Friday, May 21, 2010

The Hidden Boy

"When Bea Flint opened the front door, just a few days before her little brother imploded, she found a stocky man in a sea captain's uniform waiting on the doormat. "

I am a sucker for a good opening line; that one starts things off with a nice off the wall touch. The Hidden Boy, by Jon Berkeley, just gets weirder, but in a unique, inspired sort of way.

Imploding brothers aside, Bea and her family are not your average bunch. Her mother is a tattoo artist, her father is a mountain who used to ride with a motorcycle gang. And then there's Clockwork Gaby, who needs to be wound every day to keep functioning. No one know where she came from: she was simply there when they moved into the apartment. Granny Delphine stares at everyone through her owlish spectacles, which Bea suspects show more than they ought. Add to this the semi-kidnapped neighbor's daughter, several people with some sort of psychic powers, a presumed-dead leader, a missing parrot, and a clan of menacing, dough-faced burglars and you have a recipe for a highly original, can't-tell-where-it's-going-next sort of book.

When Theo disappears on the "crossing" to Bell Hoot, only Bea can hear his voice, first through the "Squeak Jar" and then in her dreams. Bea, it turns out, may be the only one who can find Theo and bring him home. This turns out to be very complicated indeed, especially since someone sinister is invading her dreams, searching just like Bea for the Hidden Boy, who may or may not be Theo.

I loved that this book was so different than the average run of kids' fantasy books. That the fantasy is rooted in the real world simply added to the mystery. I especially loved the Gummint (for which, read: government) men and their shadowy persecution of Mumbo Jumbo, the powers of observation and intuition that Granny Delphine has studied for years. The book plays with language; everything from the anagrams that Phoebe (or Blue Hope) fiddles with (even Bell Hoot turns out to be an anagram), to the descriptions of the countryside and the strange people Bea and her family are encountering.

A good one for middle school or junior high, possibly a little younger as well if your child likes fantasy.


# WHAT IS BEING ASKED
Your task is to transcribe the data in full.
=======
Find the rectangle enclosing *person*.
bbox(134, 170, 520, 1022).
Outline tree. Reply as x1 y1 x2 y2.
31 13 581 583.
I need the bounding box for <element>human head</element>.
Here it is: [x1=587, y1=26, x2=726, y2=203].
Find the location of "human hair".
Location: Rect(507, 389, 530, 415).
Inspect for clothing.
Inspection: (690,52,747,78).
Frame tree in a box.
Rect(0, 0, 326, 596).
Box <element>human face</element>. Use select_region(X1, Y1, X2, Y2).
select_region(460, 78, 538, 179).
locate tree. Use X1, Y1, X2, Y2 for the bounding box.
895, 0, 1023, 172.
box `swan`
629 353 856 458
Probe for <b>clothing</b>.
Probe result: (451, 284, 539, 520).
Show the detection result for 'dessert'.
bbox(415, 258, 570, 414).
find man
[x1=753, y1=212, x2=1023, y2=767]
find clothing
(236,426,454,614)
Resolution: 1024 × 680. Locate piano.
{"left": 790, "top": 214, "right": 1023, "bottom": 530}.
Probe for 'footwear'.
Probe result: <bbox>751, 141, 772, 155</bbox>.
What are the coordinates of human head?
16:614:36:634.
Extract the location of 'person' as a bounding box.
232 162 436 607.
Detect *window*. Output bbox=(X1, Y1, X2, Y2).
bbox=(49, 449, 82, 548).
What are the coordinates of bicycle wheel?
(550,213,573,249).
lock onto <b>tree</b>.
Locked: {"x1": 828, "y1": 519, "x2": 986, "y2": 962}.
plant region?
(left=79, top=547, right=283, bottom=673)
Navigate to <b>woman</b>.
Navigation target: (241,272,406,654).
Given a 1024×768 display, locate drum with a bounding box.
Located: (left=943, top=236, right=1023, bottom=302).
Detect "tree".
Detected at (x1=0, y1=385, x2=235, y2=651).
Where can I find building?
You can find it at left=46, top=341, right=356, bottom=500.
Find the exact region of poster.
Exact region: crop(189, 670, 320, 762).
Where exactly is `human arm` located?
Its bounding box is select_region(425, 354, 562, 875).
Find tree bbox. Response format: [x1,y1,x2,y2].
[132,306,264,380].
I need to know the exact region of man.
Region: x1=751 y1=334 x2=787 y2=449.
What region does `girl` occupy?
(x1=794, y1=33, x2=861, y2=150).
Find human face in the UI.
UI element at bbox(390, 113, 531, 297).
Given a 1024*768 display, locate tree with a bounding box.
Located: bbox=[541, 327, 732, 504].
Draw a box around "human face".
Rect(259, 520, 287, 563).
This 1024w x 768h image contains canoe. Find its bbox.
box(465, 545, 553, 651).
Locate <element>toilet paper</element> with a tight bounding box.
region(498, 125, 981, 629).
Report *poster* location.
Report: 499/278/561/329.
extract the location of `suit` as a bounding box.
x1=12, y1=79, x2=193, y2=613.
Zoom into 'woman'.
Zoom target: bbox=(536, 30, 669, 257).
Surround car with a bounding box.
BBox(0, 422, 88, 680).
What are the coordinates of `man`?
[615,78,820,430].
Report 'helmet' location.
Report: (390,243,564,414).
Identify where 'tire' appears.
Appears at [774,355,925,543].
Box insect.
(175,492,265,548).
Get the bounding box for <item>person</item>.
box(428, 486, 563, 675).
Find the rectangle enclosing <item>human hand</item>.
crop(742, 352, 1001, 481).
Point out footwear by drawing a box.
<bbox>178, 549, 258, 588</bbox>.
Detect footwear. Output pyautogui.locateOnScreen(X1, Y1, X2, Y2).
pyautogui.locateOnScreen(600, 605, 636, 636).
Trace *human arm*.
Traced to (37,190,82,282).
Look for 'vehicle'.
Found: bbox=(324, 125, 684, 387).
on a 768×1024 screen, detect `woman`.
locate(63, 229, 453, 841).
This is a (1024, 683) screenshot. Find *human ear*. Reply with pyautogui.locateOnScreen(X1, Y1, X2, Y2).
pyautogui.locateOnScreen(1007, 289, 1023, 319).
=======
# REPLY TO THE TASK
Find the rectangle enclosing *person*.
bbox(134, 170, 520, 1022).
Outline tree. Reply as x1 y1 x2 y2.
31 13 581 583.
I need the bounding box for <element>human head</element>.
Here it is: [x1=587, y1=26, x2=726, y2=203].
Find the location of "human hair".
Location: Rect(507, 389, 530, 415).
Inspect for clothing.
Inspection: (690,52,747,78).
Frame tree in a box.
Rect(0, 0, 326, 596).
Box <element>human face</element>. Use select_region(X1, Y1, X2, Y2).
select_region(460, 78, 538, 179).
locate tree. Use X1, Y1, X2, Y2 for the bounding box.
895, 0, 1023, 172.
box `swan`
629 353 856 458
Probe for <b>clothing</b>.
Probe result: (451, 284, 539, 520).
Show the detection result for 'dessert'.
bbox(415, 258, 570, 414).
find man
[x1=753, y1=212, x2=1023, y2=767]
find clothing
(236,426,454,614)
Resolution: 1024 × 680. Locate piano.
{"left": 790, "top": 214, "right": 1023, "bottom": 530}.
Probe for 'footwear'.
Probe result: <bbox>751, 141, 772, 155</bbox>.
What are the coordinates of human head?
16:614:36:634.
Extract the location of 'person' as a bounding box.
232 162 436 607.
Detect *window*. Output bbox=(X1, Y1, X2, Y2).
bbox=(49, 449, 82, 548).
What are the coordinates of bicycle wheel?
(550,213,573,249).
lock onto <b>tree</b>.
Locked: {"x1": 828, "y1": 519, "x2": 986, "y2": 962}.
plant region?
(left=79, top=547, right=283, bottom=673)
Navigate to <b>woman</b>.
Navigation target: (241,272,406,654).
Given a 1024×768 display, locate drum with a bounding box.
Located: (left=943, top=236, right=1023, bottom=302).
Detect "tree".
Detected at (x1=0, y1=385, x2=235, y2=651).
Where can I find building?
You can find it at left=46, top=341, right=356, bottom=500.
Find the exact region of poster.
Exact region: crop(189, 670, 320, 762).
Where exactly is `human arm` located?
Its bounding box is select_region(425, 354, 562, 875).
Find tree bbox. Response format: [x1,y1,x2,y2].
[132,306,264,380].
I need to know the exact region of man.
Region: x1=751 y1=334 x2=787 y2=449.
What region does `girl` occupy?
(x1=794, y1=33, x2=861, y2=150).
Find human face in the UI.
UI element at bbox(390, 113, 531, 297).
Given a 1024*768 display, locate tree with a bounding box.
Located: bbox=[541, 327, 732, 504].
Draw a box around "human face".
Rect(259, 520, 287, 563).
This 1024w x 768h image contains canoe. Find its bbox.
box(465, 545, 553, 651).
Locate <element>toilet paper</element> with a tight bounding box.
region(498, 125, 981, 629).
Report *poster* location.
Report: 499/278/561/329.
extract the location of `suit` as a bounding box.
x1=12, y1=79, x2=193, y2=613.
Zoom into 'woman'.
Zoom target: bbox=(536, 30, 669, 257).
Surround car with a bounding box.
BBox(0, 422, 88, 680).
What are the coordinates of `man`?
[615,78,820,430].
Report 'helmet' location.
Report: (390,243,564,414).
Identify where 'tire' appears.
Appears at [774,355,925,543].
Box insect.
(175,492,265,548).
Get the bounding box for <item>person</item>.
box(428, 486, 563, 675).
Find the rectangle enclosing <item>human hand</item>.
crop(742, 352, 1001, 481).
Point out footwear by drawing a box.
<bbox>178, 549, 258, 588</bbox>.
Detect footwear. Output pyautogui.locateOnScreen(X1, Y1, X2, Y2).
pyautogui.locateOnScreen(600, 605, 636, 636).
Trace *human arm*.
Traced to (37,190,82,282).
Look for 'vehicle'.
Found: bbox=(324, 125, 684, 387).
on a 768×1024 screen, detect `woman`.
locate(63, 229, 453, 841).
This is a (1024, 683) screenshot. Find *human ear*. Reply with pyautogui.locateOnScreen(X1, Y1, X2, Y2).
pyautogui.locateOnScreen(1007, 289, 1023, 319).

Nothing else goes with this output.